Saturday, November 03, 2012
About my Hearing
On November
2, 2011, at about 6:55 AM I was involved in a serious auto accident. My car and another vehicle collided almost
head-on. The air-bag in my vehicle
deployed. The windows of my vehicle were
closed. The result was a terrific
acoustic shock to my ears. At the same
time my body lunged forward on to the steering wheel and I suffered a broken sternum. I was hospitalized until Saturday, November
5. I came home and recuperated from the
accident with the help of a hired care-giver during the day. The pain in my chest, especially when I tried
to lift myself from a lying position in bed was severe enough that I had to
sleep in a Laz-e-boy reclining chair for more than a week.
About a
week after the accident I endeavored to play a recorder or longitudinal
flute. I was able to play correctly the
notes from F (349 Hz) to B-flat (932 Hz).
The next note, C (1047 Hz) sounded like D-sharp (1245 Hz), a minor third
higher in pitch. Notes above that were
similarly displaced upward in pitch by a minor third. My first reaction was that I had forgotten
how to finger the instrument correctly.
I went to the piano and played notes of the same range of pitch as those
I had just played on the recorder. The
effect was the same. Above 950 Hz all
musical notes seemed to me to be a minor third too sharp or high in pitch.
This was
not hearing loss but pitch distortion.
It has persisted to this day (October 31, 2012). It is no longer possible for me to enjoy
music with notes that cross this strange discontinuity in my pitch
perception. I hear some favorite music
by Bach, such as “Sheep may safely graze” or “Jesu joy of man’s desiring” and
the high notes on a flute or recorder don’t sound right to me. I am confined to enjoying music without the
high notes above high B-flat.
I have
given this problem a lot of thought. I
haven’t found any account of another person who suffered this type of hearing
change. I have read that an air bag
deployment can cause temporary deafness.
I haven’t found any literature on pitch perception change. To be honest, I haven’t conducted a thorough
literature search of the subject.
I have
worked out a model to explain what happened to my sense of hearing. I start by imagining the little cilia in the
cochlea, the little coiled tube in the inner ear. Imagine the cochlea straightened out as
illustrated in the left hand part of the following diagram.

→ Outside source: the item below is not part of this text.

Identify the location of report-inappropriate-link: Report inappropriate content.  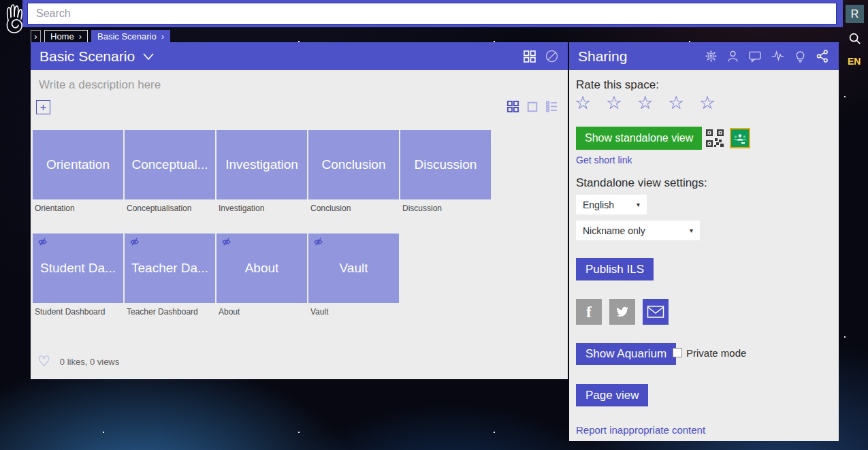
(641, 430).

On the left are the cilia or little bristles
immersed in the fluid. Any musical note
that is transmitted to the inner ear causes the little bristles whose resonant
frequencies are near the frequency of the note to vibrate.
One might
think of a frequency meter for an electric generator with vanes or stiff metal
reeds that vibrate. When the generator is running at the correct speed, the
vane corresponding to 60 Hz vibrates with a large amplitude. Vanes for adjacent frequencies, 60.1, 60.2,
..., 59.9, 59.8, etc, vibrate at amplitudes that are lower the farther the
resonant frequency of the vane is from 60 Hz.
In the same way a single frequency excites several of the little
bristles in the cochlea.
Next, I come
to the question of how does the nerve bundle convey this information to the
brain? Is each bristle part of a nerve
that communicates its frequency directly?
That sounds highly unlikely. One
would have to have nerves that in a normal youthful human could conduct
electrical impulses at a rate of up to 15,000 Hz and above. Nerves don’t work that way. In my model, each bristle is part of a nerve that
transmits a regular signal in the range of 10 to 100 Hz whenever the bristle is
caused to vibrate. The frequency of the
signal indicates the amplitude of the vibration. In the brain, each nerve fiber is connected
to an individual nerve cell. That nerve
cell interprets the incoming signal as a musical note.
In the
diagram above, G denotes the frequency at which the pitch displacement
occurs. The other notes in the diagram
are self-explanatory. The brain cells on
the right enclosed in the heavy dashed line are those that the connections from
the bristle nerve were originally attached to.
As a result of the concussion those connections were all shifted to
nerve cells that interpret impulses as higher frequencies.
There is
one feature of my present hearing that the model doesn’t explain. It is true that there is a gap or difference
between my pitch perception below and above a frequency of about 950 Hz, at
least in my right ear. However, the
pitch does not jump immediately by about a minor third (approximately 20
percent in frequency). The perceived
pitch changes rapidly but, as far as I can tell, smoothly from b-flat through
b-natural to c. The model can not be an
accurate diagram of the mechanism of pitch perception in my head.